For National Library week.
Category Archives: Books
My book just received a wonderful review
Okay, normally boasting about a positive review is not good form, right? And this person is someone I know, so you could argue she’s biased. But…. she’s also a well-known, professional reviewer in the SF/F community and she wouldn’t risk her rep by saying she liked something if she didn’t.
Brief quote:
“All in all I thought this was a delightful read and I think kids of both sexes between eleven and fourteen would be immersed in it.”
Read more on her blog, which happens to be a great place to learn about books, stories, tv shows, and more importantly, the place to read her stories. That’s how I first met her — at a writing conference where I got to read a story she wrote that blew me away. She’s indefatigable.
My essay is up at “My Favorite Bit”
Mary Robinette Kowal is very kindly hosting my essay about my favorite bit in The Third Kind of Magic on her website. The essay is about how certain essays in Le Guin’s Cheek by Jowl helped me understand what I was trying to do, enabling me to finish it.
The only time I had a conversation with Ms. Le Guin, at a book signing, we coincidentally talked about dragons. It was after a panel at a Book Expo in SF and for reasons I can’t precisely remember, the audience was not best pleased by what she had said about dragons in other books. (I suspect she was implying Smaug had barely scratched the surface of what dragons could be, which would hardly be controversial nowadays, so it was probably just the idea of criticizing the Master…)
The full essay is here.
Let me know what you think.
“Things as it is”
So today is the official ebook birthday of my book, but one of the reasons I chose today for the launch was because it’s the birthday of my late Zen teacher, Katherine Thanas. She was one of those once-in-a-lifetime people who arrive in your life like a gift, a real teacher, and she transmitted the flavor of the Soto Zen tradition she received from her teachers with directness and compassion. I found her zendo in Monterey at a fairly difficult time in my life, and it changed me.
She has a book out now, too, posthumously, called The Truth of this Life. The title makes me uncomfortable, if I’m honest, because it sounds pretentious. And Katherine was never pretentious; her subtlety and insight deepened her students’ understanding of zen, buddhism, and life far beyond sweeping summations of “truth.” She offered her own experience, her own uncertainty and questioning that made it impossible for us to settle on too glib an answer, too facile an understanding. She modeled “don’t know” mind in a way that felt absolutely true to the spirit of the teachings.
She often used Suzuki Roshi’s phrase, “Things as it is,” which captures the flavor of that. Slightly off, poking at you grammatically, but there’s a message there, asking you to examine your assumptions about what you think you know, vs. experiencing reality.
The nature of things as it is, is that we don’t really know what that nature is. Or our own. We have to stop thinking and experience it. Or try.
Anyway, Happy Birthday, Katherine. We miss you. I am so grateful to have your book, but even more grateful that I was able to experience your dharma talks and let them percolate into my life.
It’s T-minus 11 hours and counting
The Crow book launches in about 11 hours, at least for the Pacific Coast. It will be earlier/later in other time zones, (I think Australia will actually go on sale later today) but this is the one I’ll track, because it’s all moonshine anyway until there’s a sale somewhere, and it’s all I can do to keep track of GMT with silly daylight savings putting us back on a war footing for no good reason.
All I can think about is all the stuff that was supposed to be done by now and isn’t, since I’ve had to scramble to find someone else to do my taxes this year after the first guy unexpectedly bowed out. But we shall perservere.
And that’s incentive to get everything done this weekend, right? The rain will help.
I will be doing a little bit of tweeting and FB posts, and will try to be as un-annoying as possible.
I know how that can boomerang – (“I don’t know you but I dislike you because you keep tweeting about your &^$# book!”)
We’ll see how tasteful I can be while saying “look at my book!”
Bay Area Book Festival
I went to the second annual Bay Area Book Festival last weekend, had a great time and acquired the nifty bookbag above from PapaLlama. A truly interesting mix of topics and speakers – if you read at all you would have found something to your taste. I most enjoyed hearing Susan Griffin and Starhawk speak on this present moment in our culture. I also just liked seeing the entire community of book folks turn out, along with clowns, music, bouncy houses, carousels, food trucks. Pretty much a downtown Berkeley street fair. Also, nifty bookbag.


▸ Your assignment:
Go through the entries below and pick out every line with "caption".

▸ Record excerpts:
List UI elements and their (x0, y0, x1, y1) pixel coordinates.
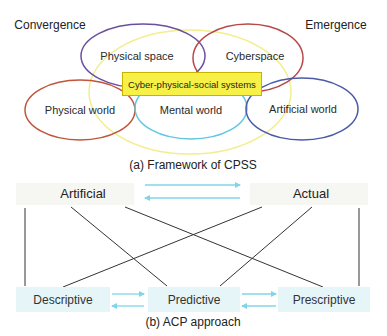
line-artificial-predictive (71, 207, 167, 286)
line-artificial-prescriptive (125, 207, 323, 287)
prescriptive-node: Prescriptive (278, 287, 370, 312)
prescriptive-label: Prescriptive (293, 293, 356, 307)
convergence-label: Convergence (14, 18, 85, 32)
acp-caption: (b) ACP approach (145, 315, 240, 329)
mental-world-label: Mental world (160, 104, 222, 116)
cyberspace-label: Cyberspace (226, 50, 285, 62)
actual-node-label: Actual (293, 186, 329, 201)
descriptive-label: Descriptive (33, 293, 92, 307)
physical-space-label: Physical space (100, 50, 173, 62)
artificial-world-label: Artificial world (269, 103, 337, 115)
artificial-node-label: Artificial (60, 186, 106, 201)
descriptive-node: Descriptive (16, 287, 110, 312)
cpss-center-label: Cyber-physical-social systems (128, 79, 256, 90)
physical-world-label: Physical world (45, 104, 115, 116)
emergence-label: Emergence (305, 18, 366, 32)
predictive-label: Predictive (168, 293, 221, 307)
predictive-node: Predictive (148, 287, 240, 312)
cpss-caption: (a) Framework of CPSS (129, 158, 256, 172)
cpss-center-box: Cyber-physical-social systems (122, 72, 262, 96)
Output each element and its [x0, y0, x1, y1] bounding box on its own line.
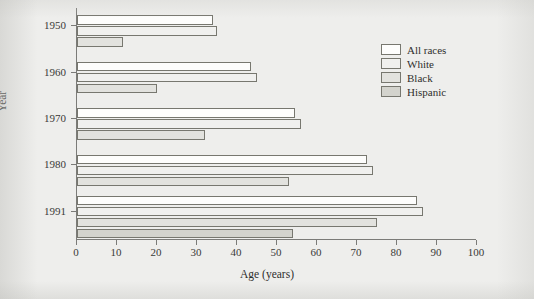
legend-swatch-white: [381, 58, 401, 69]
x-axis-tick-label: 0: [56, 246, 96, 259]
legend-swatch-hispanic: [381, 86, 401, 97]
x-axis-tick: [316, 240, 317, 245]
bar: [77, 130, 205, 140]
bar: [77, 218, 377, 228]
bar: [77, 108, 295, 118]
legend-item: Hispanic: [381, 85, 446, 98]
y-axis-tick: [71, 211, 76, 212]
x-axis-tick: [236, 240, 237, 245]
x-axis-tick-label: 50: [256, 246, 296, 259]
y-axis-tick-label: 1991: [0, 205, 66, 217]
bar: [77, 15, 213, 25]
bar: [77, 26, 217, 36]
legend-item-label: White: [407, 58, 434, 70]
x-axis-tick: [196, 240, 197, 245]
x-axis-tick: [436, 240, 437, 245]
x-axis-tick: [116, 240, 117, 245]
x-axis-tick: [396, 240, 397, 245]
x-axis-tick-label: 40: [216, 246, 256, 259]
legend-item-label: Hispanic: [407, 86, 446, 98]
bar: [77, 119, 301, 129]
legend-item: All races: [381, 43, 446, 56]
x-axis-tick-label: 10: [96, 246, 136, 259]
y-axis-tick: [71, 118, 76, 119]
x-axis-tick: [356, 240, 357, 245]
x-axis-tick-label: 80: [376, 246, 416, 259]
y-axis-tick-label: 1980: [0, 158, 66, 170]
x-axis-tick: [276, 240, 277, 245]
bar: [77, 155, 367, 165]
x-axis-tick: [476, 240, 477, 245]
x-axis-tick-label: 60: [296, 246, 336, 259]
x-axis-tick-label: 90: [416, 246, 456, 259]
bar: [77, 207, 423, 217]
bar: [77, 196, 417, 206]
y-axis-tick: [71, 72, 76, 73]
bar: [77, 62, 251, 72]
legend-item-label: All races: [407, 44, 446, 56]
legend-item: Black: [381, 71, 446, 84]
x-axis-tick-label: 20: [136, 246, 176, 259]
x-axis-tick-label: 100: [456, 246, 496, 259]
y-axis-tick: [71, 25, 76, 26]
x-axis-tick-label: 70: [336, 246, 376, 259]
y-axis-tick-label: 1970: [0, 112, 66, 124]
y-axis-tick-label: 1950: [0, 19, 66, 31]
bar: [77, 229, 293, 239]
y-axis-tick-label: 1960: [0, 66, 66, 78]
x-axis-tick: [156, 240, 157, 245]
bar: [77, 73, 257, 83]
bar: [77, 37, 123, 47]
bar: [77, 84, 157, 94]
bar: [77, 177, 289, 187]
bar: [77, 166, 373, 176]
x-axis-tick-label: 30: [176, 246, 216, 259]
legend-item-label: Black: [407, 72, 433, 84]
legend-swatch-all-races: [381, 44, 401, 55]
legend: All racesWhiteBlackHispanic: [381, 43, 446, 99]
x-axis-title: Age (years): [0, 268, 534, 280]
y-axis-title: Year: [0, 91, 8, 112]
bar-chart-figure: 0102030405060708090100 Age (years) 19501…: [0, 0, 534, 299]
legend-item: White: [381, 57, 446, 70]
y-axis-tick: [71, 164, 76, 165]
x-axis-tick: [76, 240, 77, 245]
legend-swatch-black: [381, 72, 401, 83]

==

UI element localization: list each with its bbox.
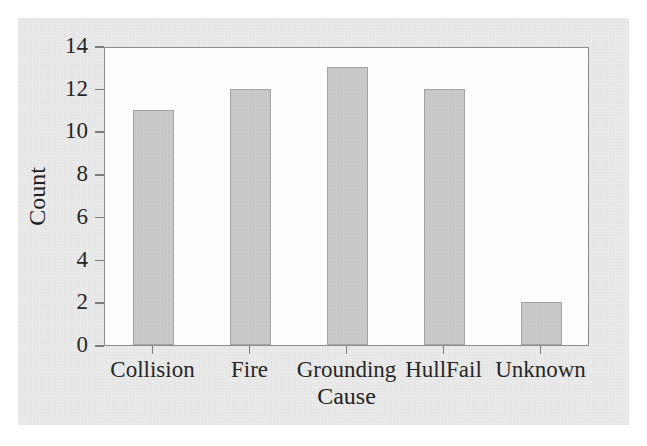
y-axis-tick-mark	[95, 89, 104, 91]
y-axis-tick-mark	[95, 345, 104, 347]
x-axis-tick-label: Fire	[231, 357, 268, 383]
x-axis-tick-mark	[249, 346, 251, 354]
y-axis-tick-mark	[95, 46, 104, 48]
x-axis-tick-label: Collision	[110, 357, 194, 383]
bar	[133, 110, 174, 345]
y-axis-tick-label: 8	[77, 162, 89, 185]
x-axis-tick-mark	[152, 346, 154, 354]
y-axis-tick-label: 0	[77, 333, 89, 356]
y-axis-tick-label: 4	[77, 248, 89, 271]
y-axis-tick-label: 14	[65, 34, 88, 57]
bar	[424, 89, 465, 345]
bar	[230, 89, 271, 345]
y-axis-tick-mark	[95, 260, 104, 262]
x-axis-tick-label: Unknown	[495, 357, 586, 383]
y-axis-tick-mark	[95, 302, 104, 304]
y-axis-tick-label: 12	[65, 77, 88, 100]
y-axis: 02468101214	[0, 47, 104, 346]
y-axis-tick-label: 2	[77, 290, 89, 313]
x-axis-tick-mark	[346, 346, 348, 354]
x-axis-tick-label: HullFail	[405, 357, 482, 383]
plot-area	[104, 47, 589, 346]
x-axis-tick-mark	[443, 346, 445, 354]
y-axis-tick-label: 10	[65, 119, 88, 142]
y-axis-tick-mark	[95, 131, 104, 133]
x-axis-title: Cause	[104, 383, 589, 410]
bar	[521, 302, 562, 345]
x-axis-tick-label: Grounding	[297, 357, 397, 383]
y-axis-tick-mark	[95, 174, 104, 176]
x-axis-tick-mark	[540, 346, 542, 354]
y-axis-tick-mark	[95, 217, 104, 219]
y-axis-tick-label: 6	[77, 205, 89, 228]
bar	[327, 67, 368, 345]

▸ Response below:
acp-caption: (b) ACP approach (145, 315, 240, 329)
cpss-caption: (a) Framework of CPSS (129, 158, 256, 172)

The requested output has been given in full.